An unknown number of school children and teachers have been kidnapped by gunmen from a primary school in Nigeria in a fresh attack in the north of the country, local authorities said in a statement on Monday.
It is not yet been specified how many were abducted from the school in Kaduna state.
It is the sixth attack or attempted school attack in less than three months in northwest and central Nigeria, where criminal groups, called "bandits", attack villages, rob cattle and kidnap for ransom.
Authorities in Kaduna said in a statement there was a "kidnapping of students and teachers in a primary school located in the town of Rema, in the district of Birnin Gwari".
The authorities "are in the process of collecting details on the number of students and teachers abducted" and will communicate them shortly, the local Minister of Home Affairs, Samuel Aruwan, said in the statement.
The new attack comes a day after Nigerian security forces thwarted an attempt to kidnap hundreds of schoolchildren in the same state of Kaduna.

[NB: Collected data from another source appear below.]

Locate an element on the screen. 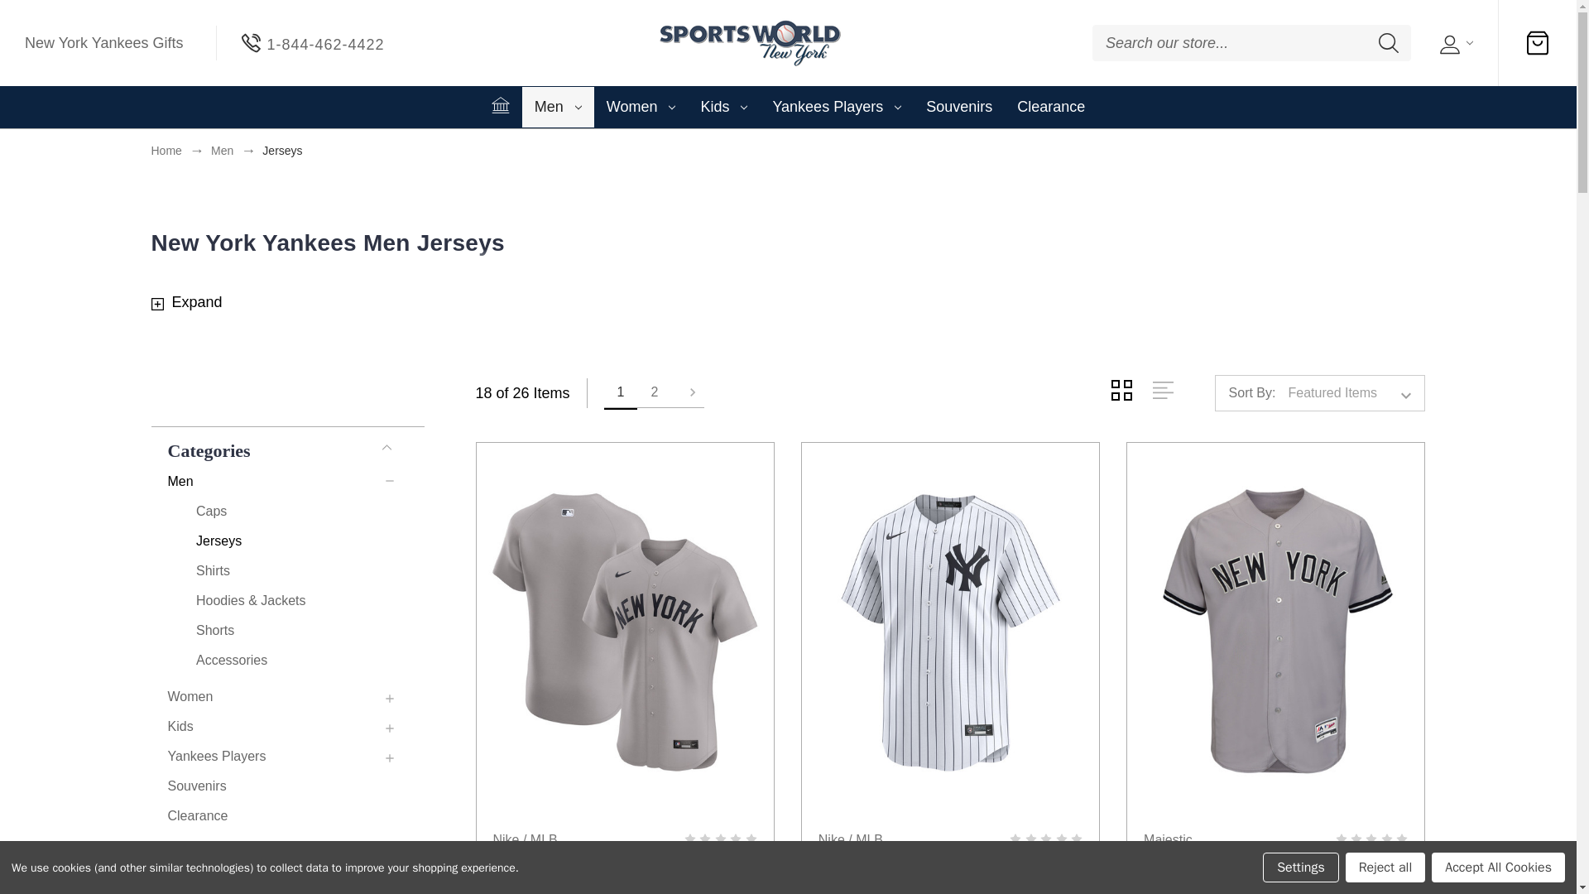  SEARCH is located at coordinates (1389, 42).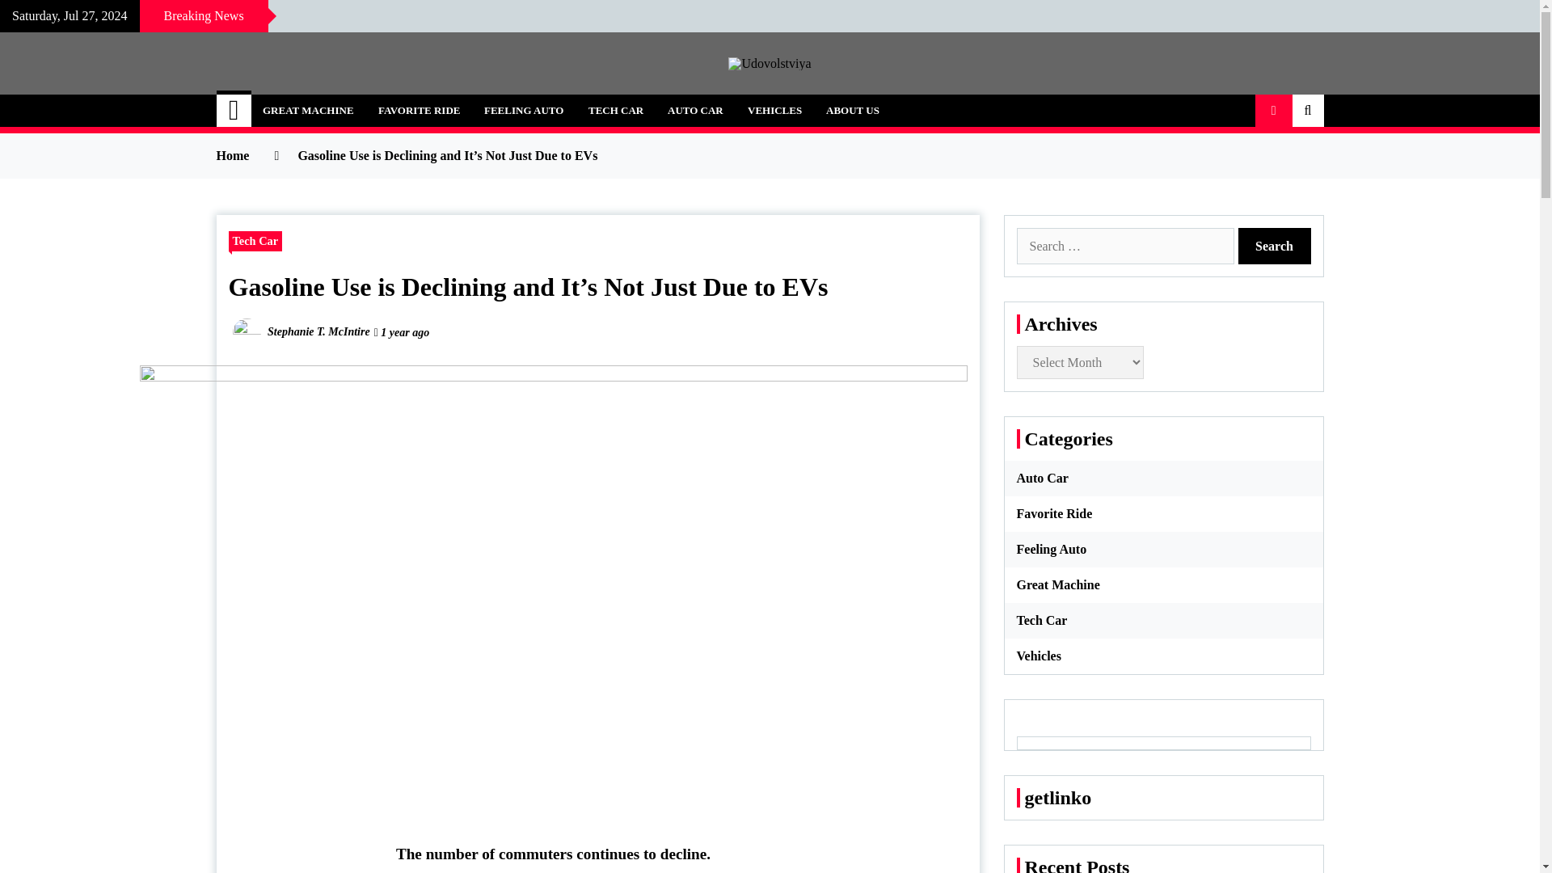 The width and height of the screenshot is (1552, 873). I want to click on AUTO CAR, so click(695, 110). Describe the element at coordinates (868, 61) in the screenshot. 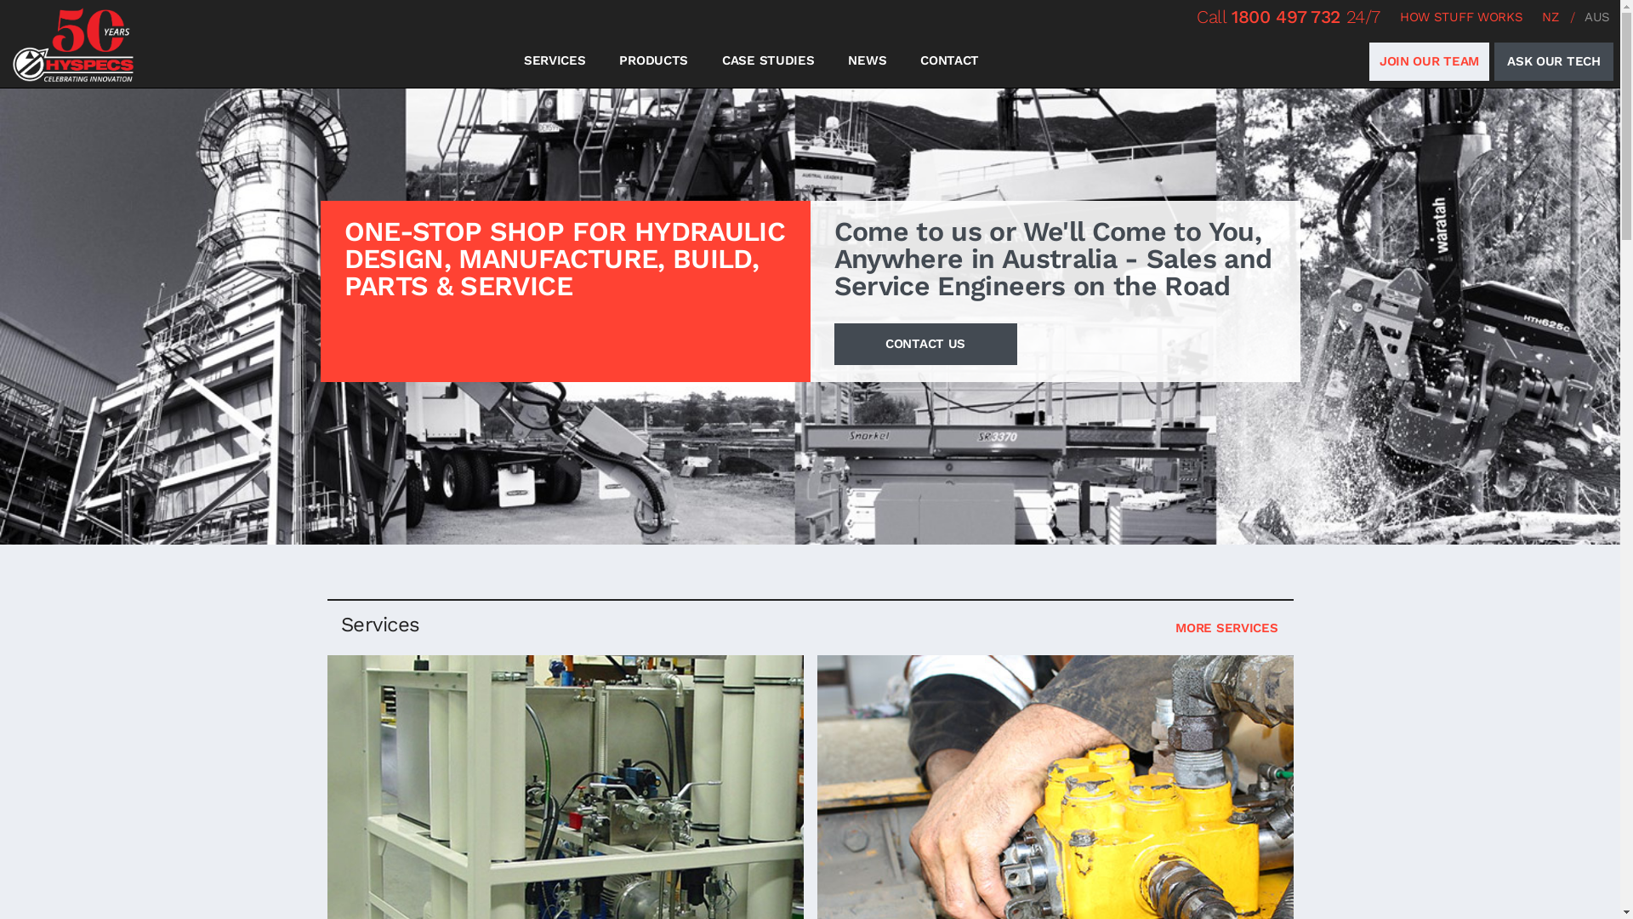

I see `NEWS` at that location.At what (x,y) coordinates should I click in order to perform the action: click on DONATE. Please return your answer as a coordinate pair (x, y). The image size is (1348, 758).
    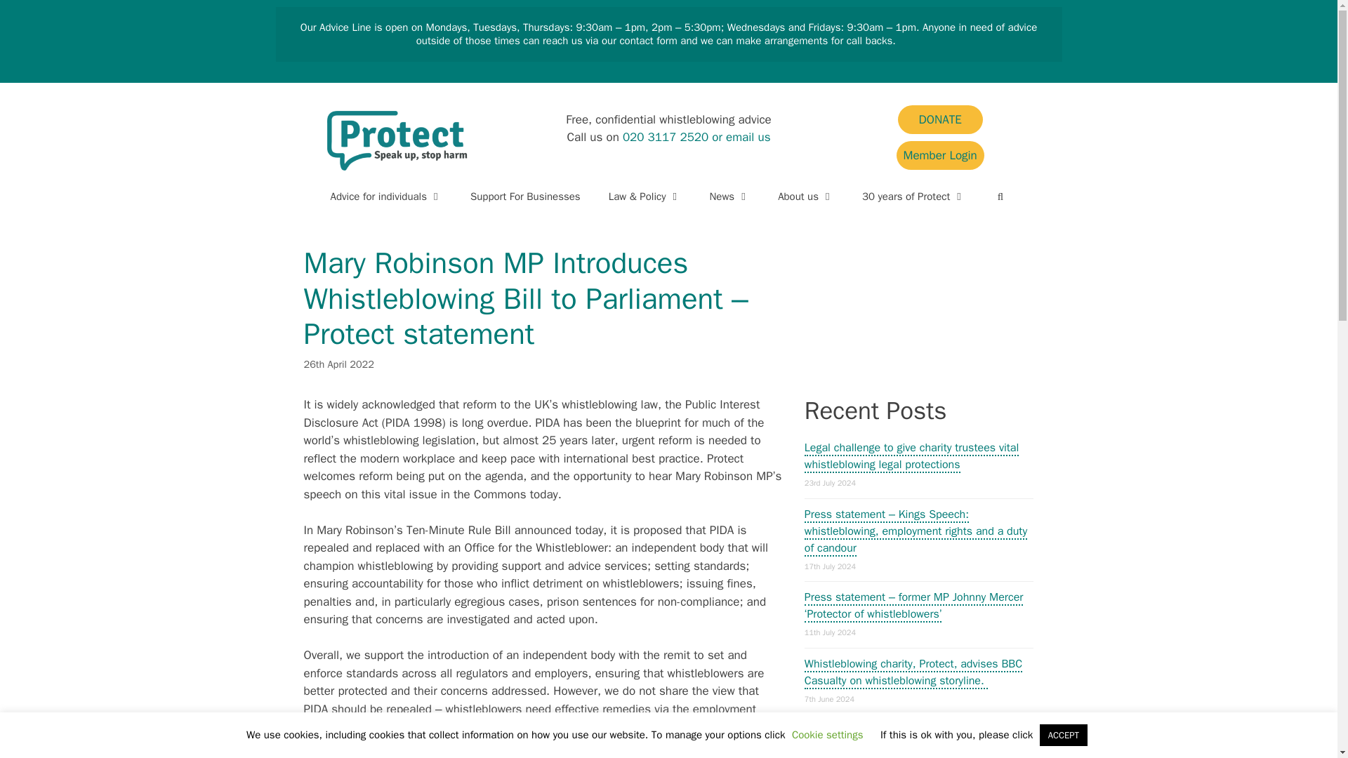
    Looking at the image, I should click on (939, 119).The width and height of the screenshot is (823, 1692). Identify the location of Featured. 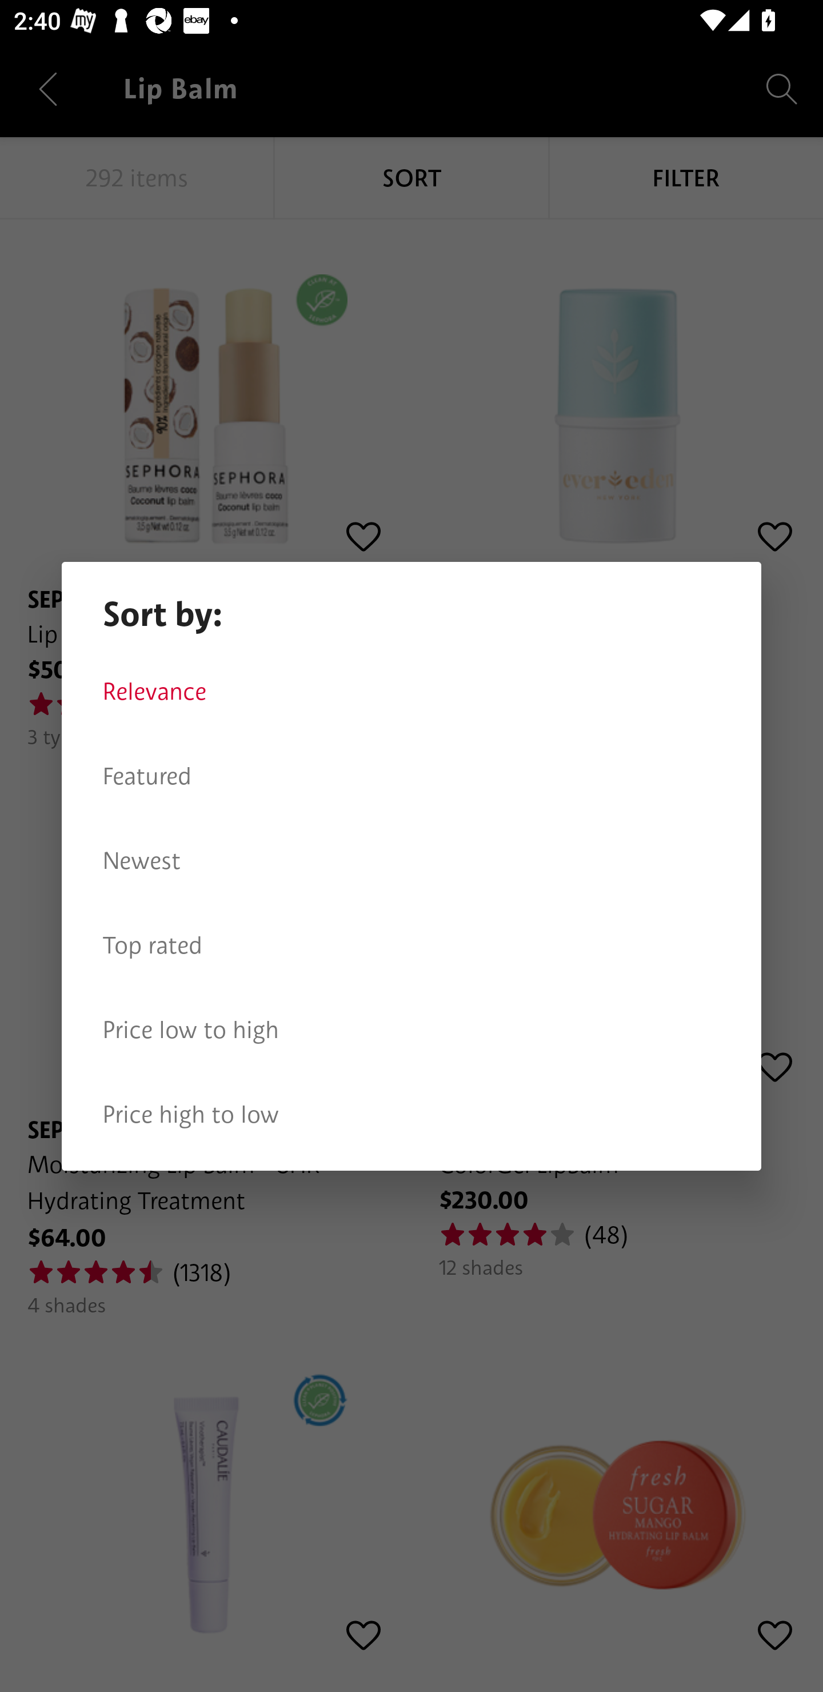
(411, 776).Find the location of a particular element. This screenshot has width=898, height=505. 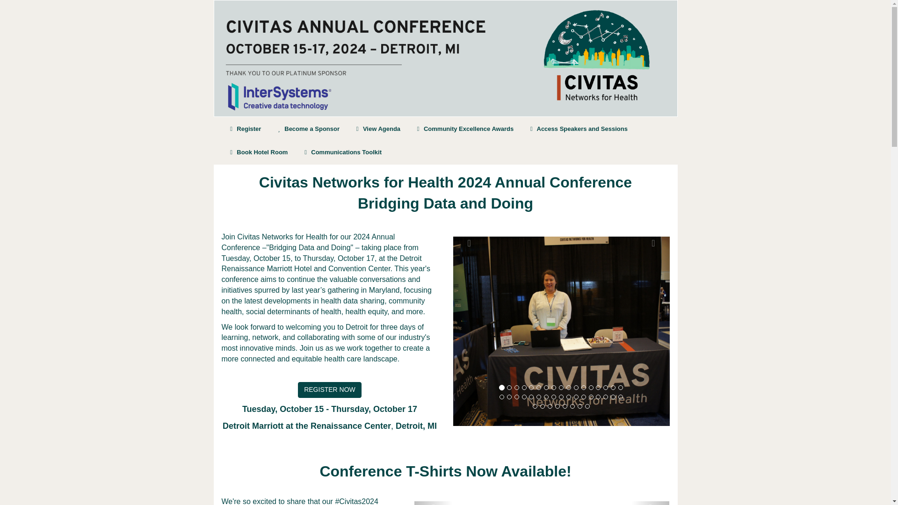

Become a Sponsor is located at coordinates (307, 128).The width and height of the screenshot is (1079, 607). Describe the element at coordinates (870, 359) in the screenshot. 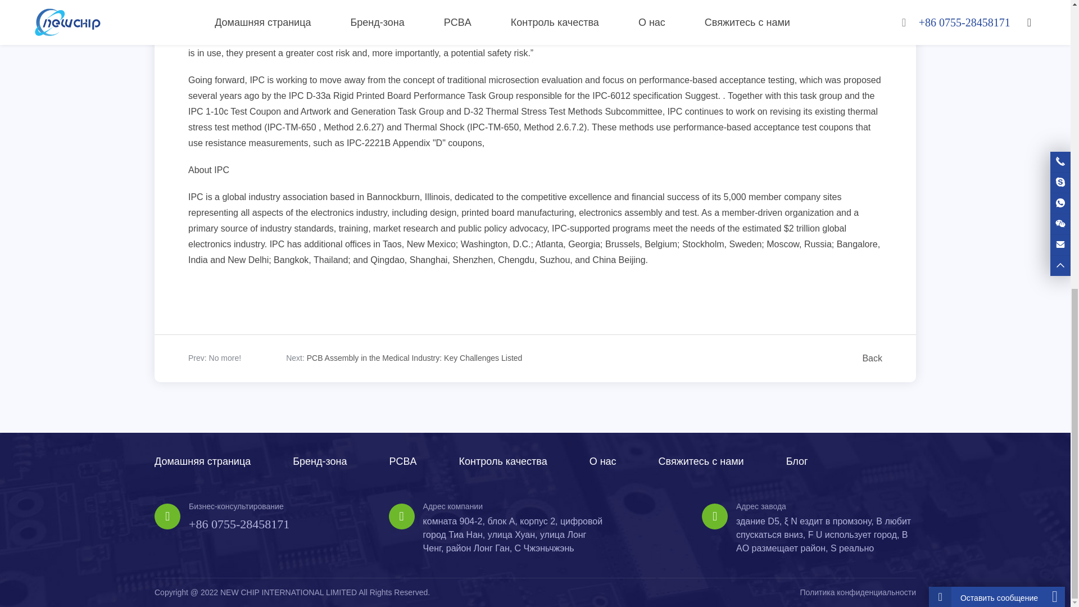

I see `Back` at that location.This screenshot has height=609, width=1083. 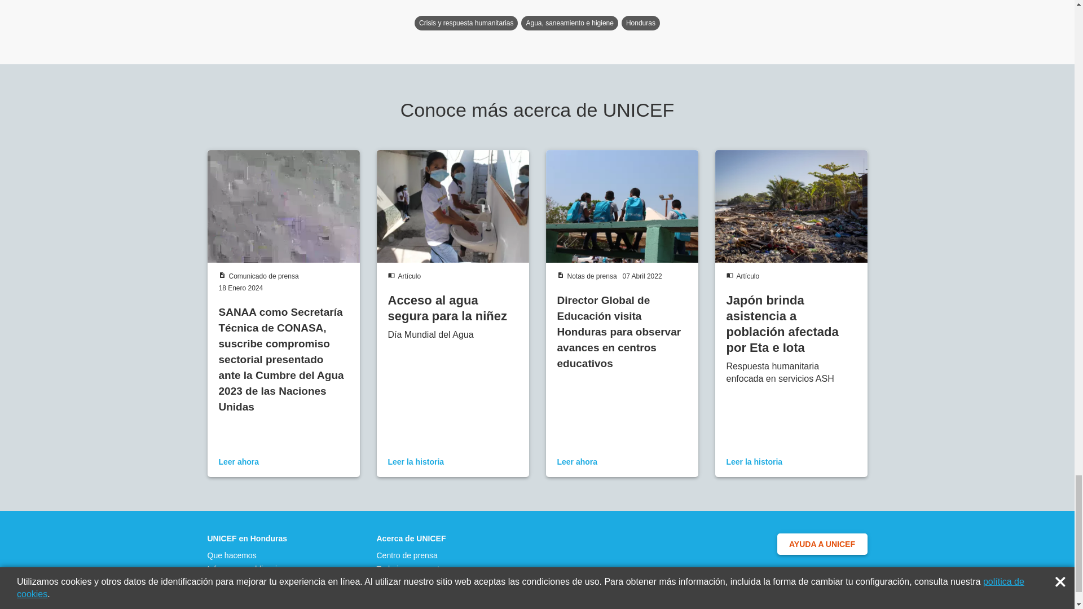 I want to click on Acerca de UNICEF, so click(x=414, y=539).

Last Thursday, armed men also stormed a school in Kaduna on the outskirts of Mando.
The army managed to rescue nearly 180 students but 39 are still being held hostage. A military operation is still underway to rescue them, according to the local authorities.
Several states in northern and central Nigeria have closed their schools for security reasons, raising fears of worsening dropouts, particularly among girls, in these poor and rural regions which already have the highest rate in Nigeria of children not attending school.